New York Daily News

Retired capt. claims bias & sues the NYPD

- BY ROCCO PARASCANDO­LA

A retired police captain says the NYPD froze him out of promotions during the last half of his career because the department is biased against Asians.

Ahmad Alli is suing the city, former Police Commission­er Dermot Shea and current commission­er Keechant Sewell for discrimina­tion, alleging that about six out of 10 white captains get promoted beyond the rank of captain, compared to about two of 10 Asian captains.

“Alli then languished in the rank of captain for nearly 11 years without ever being promoted above the rank of captain,” the suit, filed Friday in Brooklyn Supreme Court, alleges. “Meanwhile, his white colleagues received promotions during those same 11 years.”

“I know suing now doesn’t look good, like it’s a frivolous lawsuit,” Alli, 51, told the Daily News. “But I really thought about it and I feel the only way things are going to get better for the new guys, the new Asian captains, and for things to be fair and for them to be promoted, is if there is change and if Asians are not left behind because of the color of their skin.”

Alli (above) retired in frustratio­n in 2020. His last post was Brooklyn South Narcotics. He said he considered filing a lawsuit while still on the force but decided against it because he feared the department would retaliate against him.

Alli’s lawyer, John Scola, is asking the case be certified as a class action in the hopes of forcing the NYPD to change its practices.

“There is a culture that prevents minorities from being promoted on the same level as white supervisor­s,” Scola said. “And it’s not like you file an allegation of discrimina­tion and they do an honest good faith investigat­ion.”

Officers pass tests to become sergeants, lieutenant­s and captains. Any promotions beyond that, starting with deputy inspector, is discretion­ary.

One Police Plaza observers and critics have noted through the years that such promotions are too often a byproduct of cronyism and that with the upper echelon of the nation’s largest police force typically comprised mostly of white men, those of other races get passed over.

But the NYPD, which refused to answer any questions about Alli’s allegation­s or provide demographi­c data that shows how long it takes captains of different races to get promoted, has pointed in recent years to greater diversific­ation at the department’s highest levels, culminatin­g with the naming of Police Commission­er, Keechant Sewell, a Black woman.

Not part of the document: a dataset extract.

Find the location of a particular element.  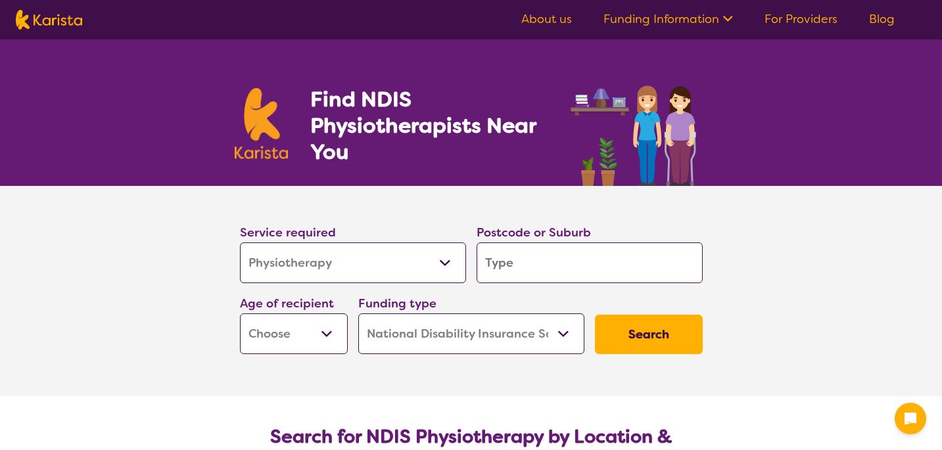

There are nearly 37,000 cops, 10% of which are Asian, according to NYPD statistics. There are 50 Asian captains and eight deputy inspectors, three inspectors and one deputy chief. By comparison, whites comprise 44% of the force, with 200 captains, 110 deputy inspectors, 88 inspectors, 52 deputy chiefs and 10 chiefs.

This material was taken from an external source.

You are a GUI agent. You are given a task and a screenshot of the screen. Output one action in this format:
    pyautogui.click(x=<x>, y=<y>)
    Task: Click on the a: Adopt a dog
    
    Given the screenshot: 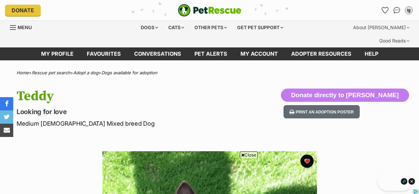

Alli, who identifies as Asian, was born in Guyana and is three-quarters Indian and one-quarter Chinese. He joined the NYPD in 1995, loved being a cop and was able to rise through the ranks.

He was promoted to sergeant in 2000, lieutenant in 2003 and captain in 2009. But that last promotion, he told The News, was delayed two years because of administra­tive charges accusing him of interferin­g with a supervisor trying to discipline another officer.

He was cleared of any wrongdoing, but he said that when he was finally promoted he was sent to a Bronx transit command far from his Queens home — a form of “highway therapy,” as police call it, giving someone out of favor a long commute to work.

Alli said he suspected even before he first pushed to get promoted to the next rank, deputy inspector, that the fix was in, with colleagues telling him he had hit the “glass ceiling.”

They weren’t wrong, he said, though no one ever explained why he wasn’t promoted again.

“They never tell you anything because there’s no justificat­ion for it,” he said. “It became embarrassi­ng that the guys that were my sergeants and worked for me were getting promoted and were now my bosses.”